On the other hand boyd’s speech addresses the multiple layers involved. One’s own role in a specific system, and in a specific institute, how privilege plays out. How the deeply personal, the emotional and the structures and systems we create relate to and mutually impact each other. Acknowledging and sketching out the complexity, and then to seek where meaningful boundaries are is much maturer way to take this on than Lessig’s highlighting a single dimension of a situation which seems minimally pertinent to it, and worse because of its ‘flatness’ is easily perceived to be actively denying the emotional strata involved and in dire need of recognition.
As said go read the entire speech, but I’ll pick out a few quotes nevertheless. They are pertinent to topics I blog about here, such as the recently launched TechPledge, the role of community, the keys to agency, and resonates with my entire take on technology.
Human progress needs the the tech sector to be actively reflective, and to continuously scrutinise its ethics, the values and morals actually expressed in behaviour.
On Being Human, Tech and the Abuse of Community – Interdependent Thoughts zylstra.org/blog/2019/09/o…
Tom Chritchlow is starting his own Discord space, as part of experimenting with different spaces to operate in, and where possible host your own. Thinking in terms of spaces you use is one of the factors you can tweak when it comes to building and maintaining a healthy community (of practice), as Etienne Wenger established and I experience in practice. So I recognise Tom’s urge to experiment with more and less public spaces for interaction.
Looking forward to reading more of his experiences. As he says he’s not starting a completely new room, anyone with a generic Discord account could join, but to fill a space, make it inhabited it needs some sort of pre-existing group for whom the space is intended and an answer to an existing need in that group. (Tom avoids ‘building community’ , maybe because of the negative overtones in tech when that is said?) So questions around who is it for, and how do they experience this new space, will they explore it together or will they end up in an empty space on their own, etc. are important.

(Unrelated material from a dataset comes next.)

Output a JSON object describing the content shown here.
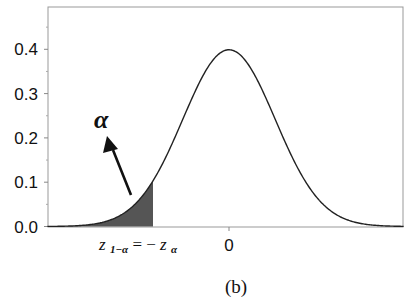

Having said all that, I think it is a shame that Discord the tool has conflict and lack of harmony as its name, and has been host to a wide range of interaction that lives up to that name and much worse. Even if they now aim to be there for anyone, the name itself seems to counteract Tom’s ‘realtime cozy chat space’ intention, as the neon-sign on the door signals the opposite. Words matter, and this one does a disservice.